Ok, I've had that happen to me. The thing is, though, in every case, I could trace the fault back to me typing in mangled xhtml, particularly on global find/replaces, or doing something stupid like deleting the closing </style> tag in a header, etc. The 'bug' was behind the keyboard. This doesn't deny the fact that the data loss that happened in such cases was indeed very annoying. I think the only real bug that bothered me was the intermittent issue with find/replace commands being automatically reverted so you'd have to issue them twice.
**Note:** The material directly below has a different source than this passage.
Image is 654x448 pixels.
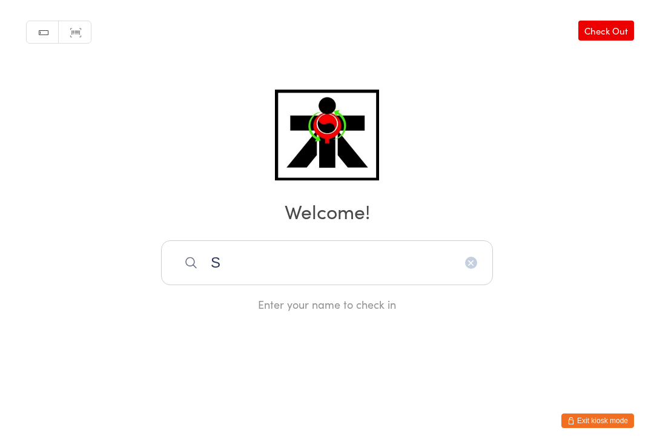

Now, I think it's very valid to complain that Sigil should be more forgiving of users who type in mangled code, and it seems that the 0.4 release goes a long way to address that. Obviously, Sigil is at a stage where it needs to accommodate 'stupid users' who, like me, will occasionally forget to type a quotation mark or >. But this is more an issue of transferring functional demands from the user to the program than a bug per se.

Quote:
Originally Posted by Valloric View Post
When I started Sigil, I figured others would want to join in fairly quickly. From what I gather, this didn't happen for several of reasons:
1. I already talked about the effects of C++ on potential developers. That's covered.
2. One long-time OSS developer brought out another interesting point in an email. He said I fixed things "too quickly". When someone noticed a major bug or a key missing feature, I'd hop on it. Development was fast and constant for a one-man project. Too fast and constant, he said. Devs usually join when they want something taken care of and the current devs can't/don't want to.
There's also the issue that Sigil is your baby. You have a vision of how you want it to work and what you want it to do. This is, actually, largely related to the C++/python issue and the whole topic of plugins. A casual developer can write a plugin without delving into the main codebase and possibly corrupting code that already works. If the plugin's buggy, or it serves a function that the maintainer thinks is irrelevant, then that's fine - it's outside the main structure and users can utilise it or not as they choose.

But when a contributor has to alter the core of the code in order to implement a feature then you can (and should) worry about unintended effects on the overall design. The code looks well-modularised, so edits shouldn't actually break stuff outside the part that's being changed, but they can have an effect on overall functionality that might not be immediately manifest.

I've seen this happen before on an OSS project to which I contributed, where a new contributor joined and became very active - he produced a lot of very useful new code, but his design goals were clearly different to mine. After a few months he started rewriting modules I'd worked on and removing elements that I had inserted to satisfy my own design goals. At that point I quietly slipped away from the project - the new guy was doing a lot of good work (far more than me at that point) and it wasn't worth debating issues that were, at that stage, rather minor, but I could see that they had the potential to develop. If you have a good relationship with the other developers, then the obvious thing to do is discuss these issues and develop a common consensus, but if there is a one person who 'owns' the project by virtue of the amount of effort they spend on it, then you tend to be wary of stepping on his/her toes, which can often happen inadvertently.

[Phew, that was all rather long-winded.]

To tell the truth, I was happy with version 0.1.8, and used that for a long time. I only upgraded to 0.2 some time after it was released (I think it was the issue about global find/replace). And to be honest I've only just started trying the 0.4RC. Feature-bloat is definitely an issue. Take a look at Sigil's main (indeed, the only real) 'competitor' for ePub-editing, OxygenXML - it's a sprawling, massively-capable commercial program that has a load of complex functionality for editing and transforming XML and has advertised itself as an ePub editor for a while now. But only with the most recent version has it become able to do something as simple as find/replace code across all the files in an ePub. In terms of ePub editing, Sigil knocks this $400 program into a cocked hat, not because it has more features, but because it has the right ones.

There's something to be said for getting a core set of features working and then stopping at a particular point. I think Sigil could still develop a bit in terms of user-friendliness, and it will obviously need to accommodate ePub 3, but all this talk about commercial involvement makes me worry that a lean, focussed tool might turn into a sprawling giant.